I can't do it perfectly on a steep hill, but I can do it well enough to see how little power it takes.
I feel a little catch when the car switches from moving backward to moving forward, but that's a very minor nit.

I'm not saying Tesla should implement the surprisingly low-power solution when they could implement a no-power solution; I'm just saying the non-zero power solution might not be as power hungry as you expect.
 
I'm not convinced about "significant power". If significant power means several kW, sure, it would take significant power, but we're not talking about tens of kW.

I agree - by "significant power" I had in mind 10kW or so on a slope steep enough to make hill hold relevant (on a very shallow slope, you don't really need hill hold in the first place).

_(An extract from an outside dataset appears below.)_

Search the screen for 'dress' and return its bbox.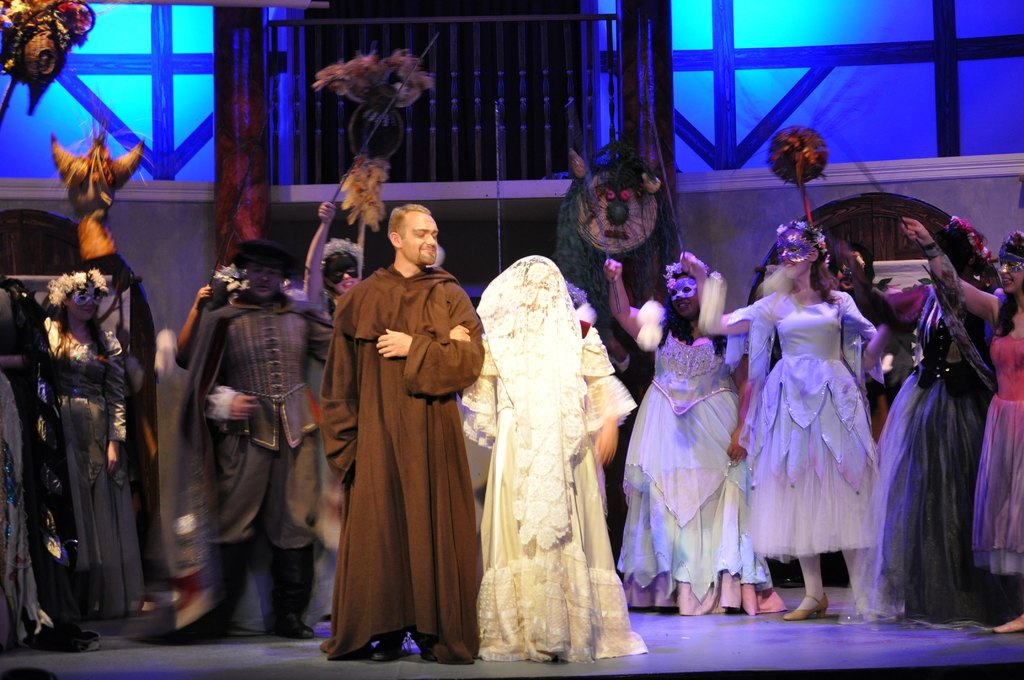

It's obviously a matter of taste whether that counts as 'significant'. One point is that 100% of that power is going to heat (whereas in normal driving at 10s of kW, most of the power is doing useful work and only ~10% wasted in heat).

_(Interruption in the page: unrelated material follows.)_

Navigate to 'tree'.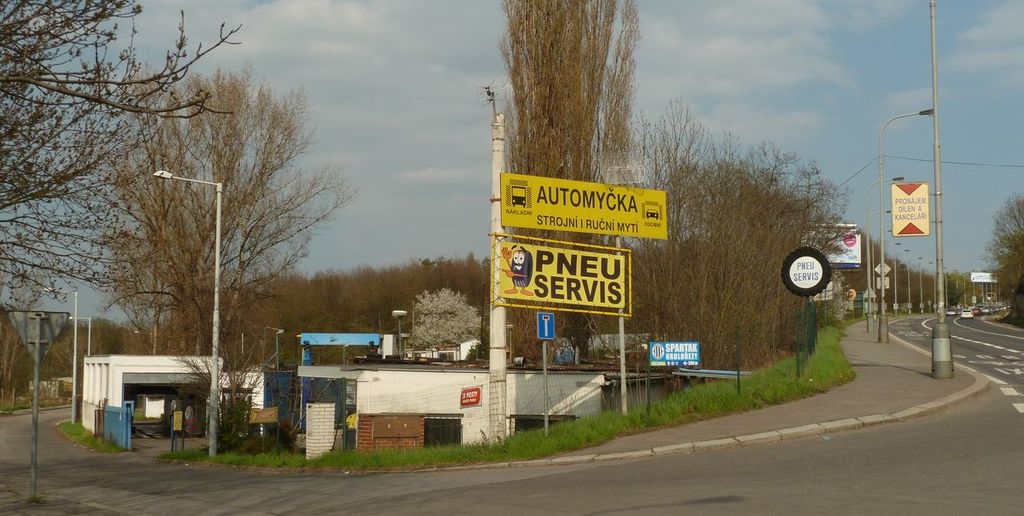
Navigation target: 0/0/255/294.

I will admit that it's not a huge deal in terms of range: even if you were stuck in traffic creeping slowly up an extremely long 10kW hill, the 85kWh battery would last you 8.5 hours.
 
I agree - by "significant power" I had in mind 10kW or so on a slope steep enough to make hill hold relevant (on a very shallow slope, you don't really need hill hold in the first place).

It's obviously a matter of taste whether that counts as 'significant'. One point is that 100% of that power is going to heat (whereas in normal driving at 10s of kW, most of the power is doing useful work and only ~10% wasted in heat).

I will admit that it's not a huge deal in terms of range: even if you were stuck in traffic creeping slowly up an extremely long 10kW hill, the 85kWh battery would last you 8.5 hours.

Plus I assume most people will still use the brake when stopped on a hill (I certainly do in an automatic), and the hill hold only kicks in for the couple seconds it takes to move your foot to the accelerator.
 
In the Roadster, you can always two-foot it (as long as the brake is on, no power goes to the motor, then lifting the brake gets immediate go-power), but I haven't found a need to. The creep is enough such that my roll-backwards amount is far less than I could do in my manual 911.

Just to clarify, in my 2.5 Sport you can definitely apply power to the motor while holding the brakes, that's how I "launch" it.
 
Plus I assume most people will still use the brake when stopped on a hill (I certainly do in an automatic), and the hill hold only kicks in for the couple seconds it takes to move your foot to the accelerator.

I suspect less energy would be used in this scenario than if the car did start to roll backward. Restated, it probably takes less energy {to hold the car in place} than {to stop it from moving backward, and then get the car to regain the elevation that it lost}.
yeah, using the P-brake might take even less energy, but I think it's worth noting that using the motor for hill hold could take less energy than no hill hold at all.

arg, have you seen the car require 10 kW to stay in place? I don't think I've seen it take even half that much, but it's likely that I'm mis-remembering.
 
arg, have you seen the car require 10 kW to stay in place? I don't think I've seen it take even half that much, but it's likely that I'm mis-remembering.

No, I am not currently an owner (being in the UK). The 10kW figure came from your and other people's comments further up thread. My starting to comment on this in the first place comes from my experience with other electric drives where running the motor at a stall rapidly results in smoke coming out of the windings, while you can run at really quite low speed and reasonable power without the motor getting noticeably hot. Obviously, the Model S benefits from a water cooled motor and so overheating isn't an issue, but the point about zero efficiency at the stall still applies.

I will try to work out some figures to see what sort of number we should be getting theoretically - I apologise for picking a number out of the air like that.